It takes years for job opportunities to recover after a major economic event, according to a new survey of post-graduate employment outcomes that bodes poorly for current Australian university students staring down an increasingly unpredictable post COVID-19 employment market.
The three years before the pandemic saw a surge in post-graduation employment, with 73 per cent of respondents reporting in 2017 that they were in full-time employment (FTE) four months after completing their course.
The same cohort reported a FTE rate of 90.1 per cent this year, according to the 2020 Graduate Outcomes Survey – Longitudinal (GOS-L) report by QILT (Quality Indicators for Learning and Teaching).
The survey tracks employment outcomes based on how long it takes graduates to find work in the short term (four months after graduating) and medium term (three years later).
High short-term figures suggest that graduates of a particular course are in high demand, securing jobs before or immediately after graduation.
A time analysis of GOS-L figures lays bare the effects of major economic disruption: short-term employment dropped from 83.6 per cent in 2007 to 76.2 in 2012, then plummeted to 70.9 in 2013 due to job-market restructuring in the wake of the global financial crisis (GFC).
It took most of the past decade for the market to recover, with figures suggesting that today’s workers are taking much longer to find jobs than in the past.
Where just 9 per cent of workers took more than 4 months to land full-time work in 2007’s pre-GFC market, GOS-L figures found that gap had exploded to 22.1 per cent by 2015.
That figure currently sits at 17.1 per cent – suggesting that nearly twice as many Australian students were unable to find short-term work than they were before the GFC.
Past analysis has found that “crowding out” in the post-GFC employment market dramatically reduced opportunities for young Australians, with University of Melbourne professor of economics Jeff Borland recently arguing that the COVID-19 pandemic would be a double hit for an economy that was “still reeling” from the GFC.
The GOS-L figures don’t reflect the effect of the COVID-19 pandemic, with just 5 per cent of survey responses received after 23 March – yet even in that short time, the effect of the labour market implosion was starting to be felt as employment figures dropped from 90.2 per cent before 23 March, to 88.6 per cent afterwards.
Feeding the government’s war on humanities
The report identified sizeable gaps in outcomes based on areas of study, with 92.9 per cent of computing and information systems graduates finding employment after three years.
This had increased 16.2 per cent since 2017 – well behind the surge in demand for graduates of areas like science and mathematics (25.5 per cent); humanities, culture and social sciences (25.1 per cent); agriculture and environmental studies (22.6 per cent); psychology (25.2 per cent); and architecture and built environment (13.6 per cent).
A small change suggests high overall demand for graduates with those qualifications, since more graduates land jobs shortly after graduation – hence the ongoing strong demand for graduates in areas like veterinary science (with a 6 per cent gap), medicine (0.7 per cent), and pharmacy (0.6 per cent).
The gap for students with creative arts degrees, by contrast, is 26 per cent while humanities, culture and social sciences degrees, by contrast, is 25.1 per cent – suggesting that graduates with so-called ‘soft skills’ are waiting longer to find full-time employment than those with ‘hard’ technical skills.
An early release of the report was found to be overstating the shortfall for humanities graduates in a move that critics said was meant to further the government’s ongoing efforts to promote ‘job-ready’ university degrees by cutting the cost of high-demand courses.
Those changes would boost the cost of humanities degrees, putting them closer to professional courses like law and commerce despite having less robust employment prospects.
“We are encouraging students to tailor their studies to learn the skills that will be in demand in areas of future jobs growth,” Minister for Education Dan Tehan said in launching the latest outcomes figures.
“That means breaking down the traditional degree ‘silos’ by choosing units of study across disciplines and introducing a price signal to students by making degrees cheaper in areas of expected job growth.”
The figures suggested that postgraduate degrees remain an effective way of both securing jobs and getting paid more for them.
Some 94.1 per cent of workers with postgraduate degrees had secured full-time work within six months, compared with 86.2 per cent back in 2017.
Median salaries for postgraduate coursework graduates increased from $83,300 in the short term to $98,000 in the medium term.
Research jobs were harder to come by – just 81.4 per cent had full-time jobs within six months back in 2017, compared with 90.1 per cent in 2020 – but paid better, with median salaries increasing from $89,500 to $103,000 over the same time.
The OECD has called the COVID-19 pandemic “one of the worst jobs crises since the Great Depression”, noting that it had destroyed jobs 10 times faster than the GFC and would keep unemployment high through 2021 and beyond.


▶ [Exercise instructions] Once the line containing "Find the location" appears, output it and each remaining line of the records below exactly, with no pictures and nothing more.

▶ [Materials provided]
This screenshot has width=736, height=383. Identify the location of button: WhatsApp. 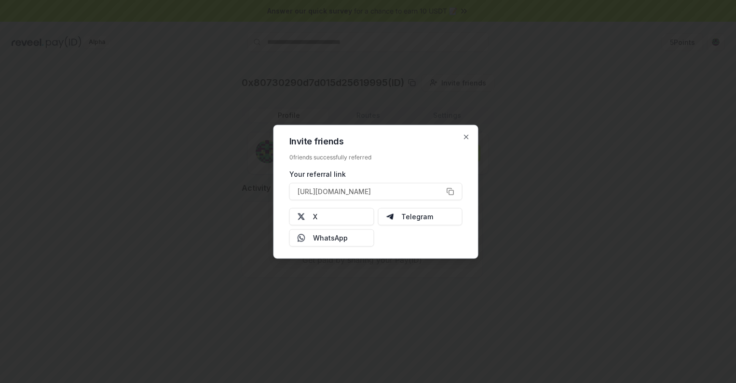
(332, 237).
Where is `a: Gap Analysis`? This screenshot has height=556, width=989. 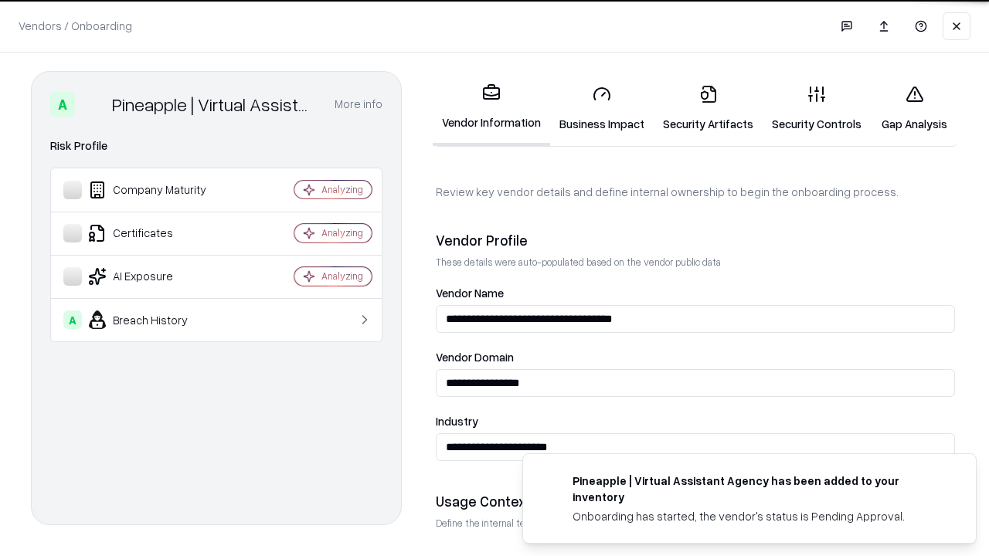 a: Gap Analysis is located at coordinates (914, 108).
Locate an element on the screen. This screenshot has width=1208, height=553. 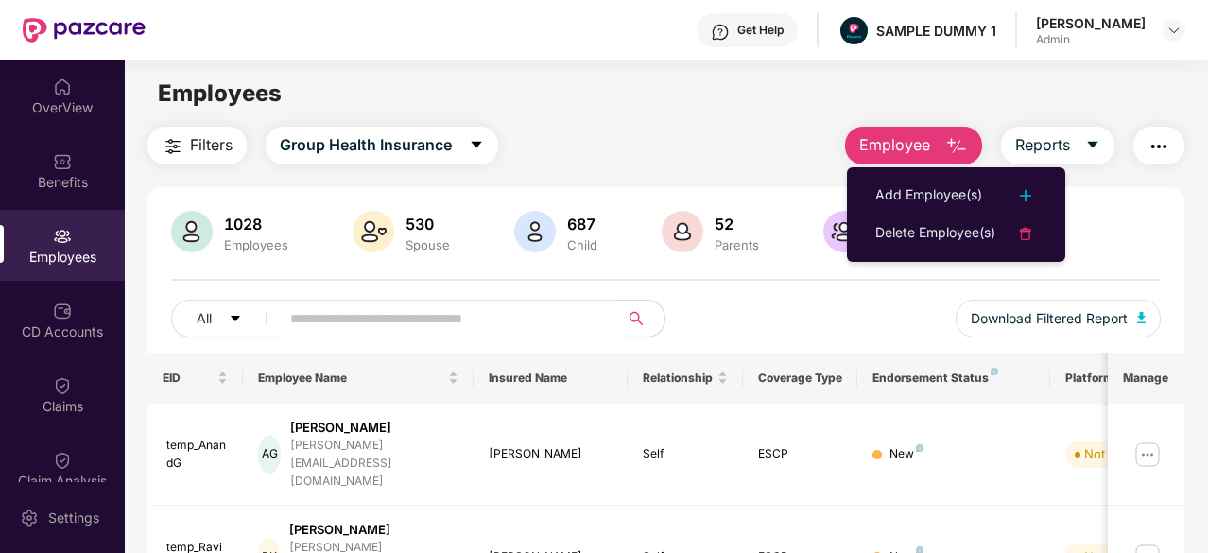
span: Employee Name is located at coordinates (351, 378).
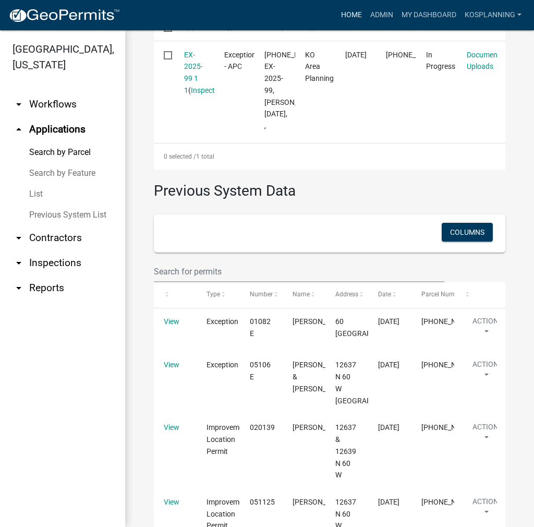 The image size is (534, 527). Describe the element at coordinates (304, 295) in the screenshot. I see `datatable-header-cell: Name` at that location.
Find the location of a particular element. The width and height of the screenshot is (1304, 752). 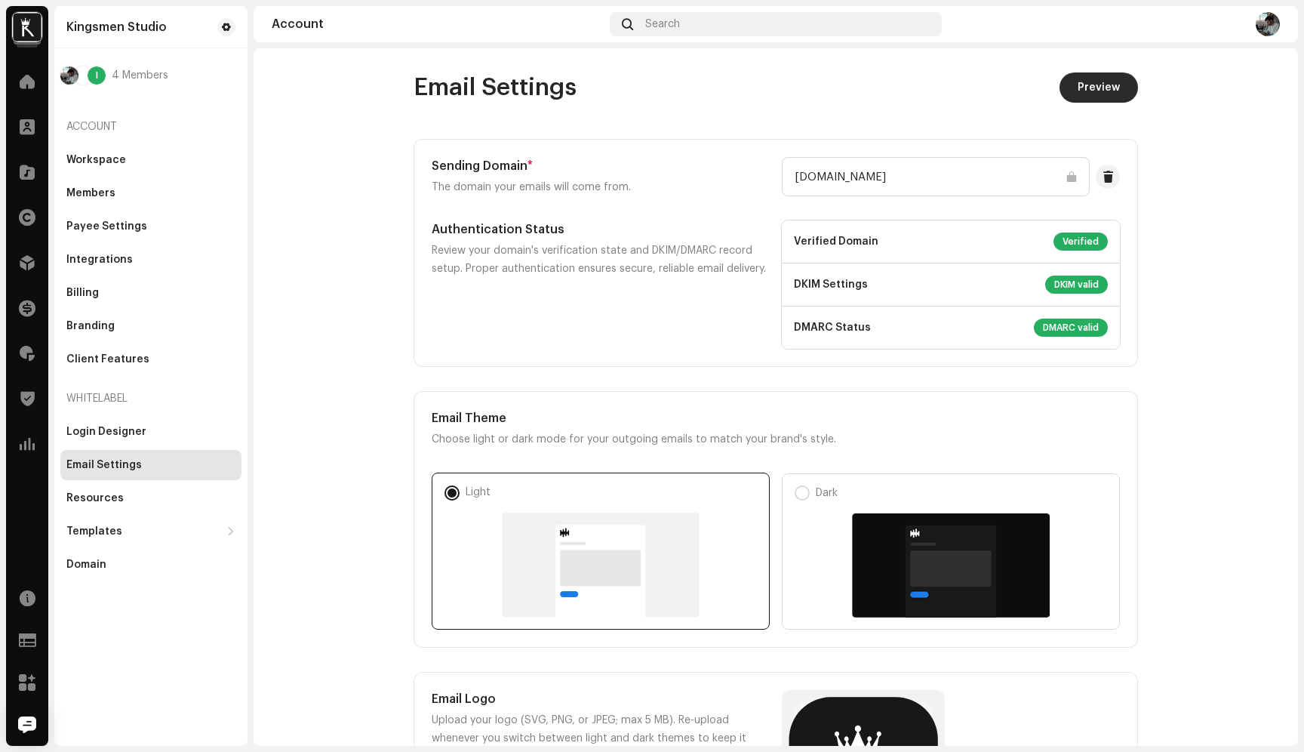

span: Verified is located at coordinates (1081, 242).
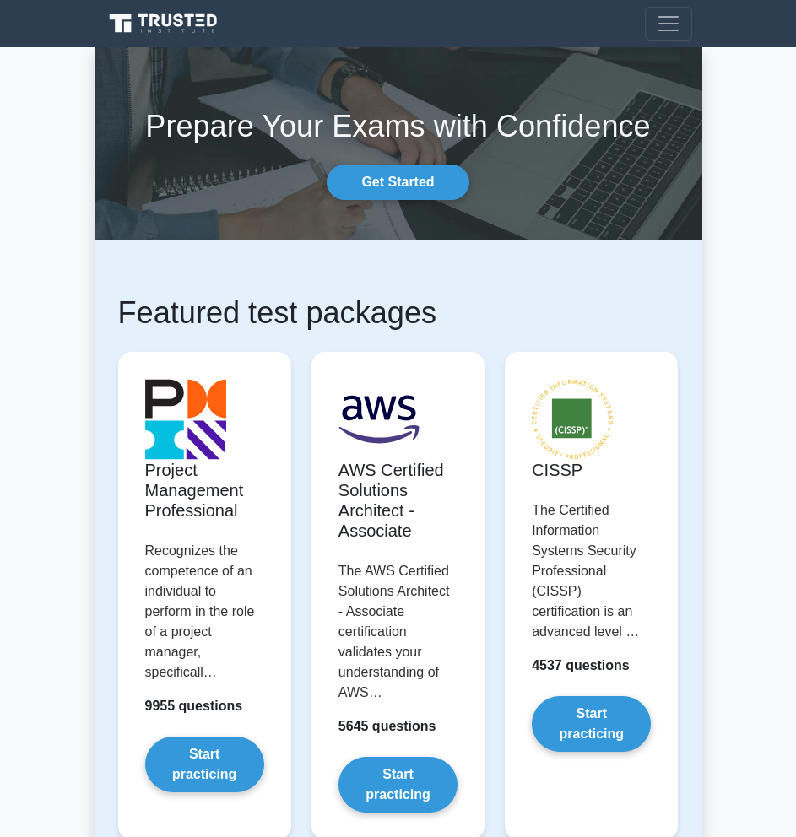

▶ [Answer below]
Find the location of a particular element. The width and height of the screenshot is (1304, 752). 

span: Verified is located at coordinates (1081, 242).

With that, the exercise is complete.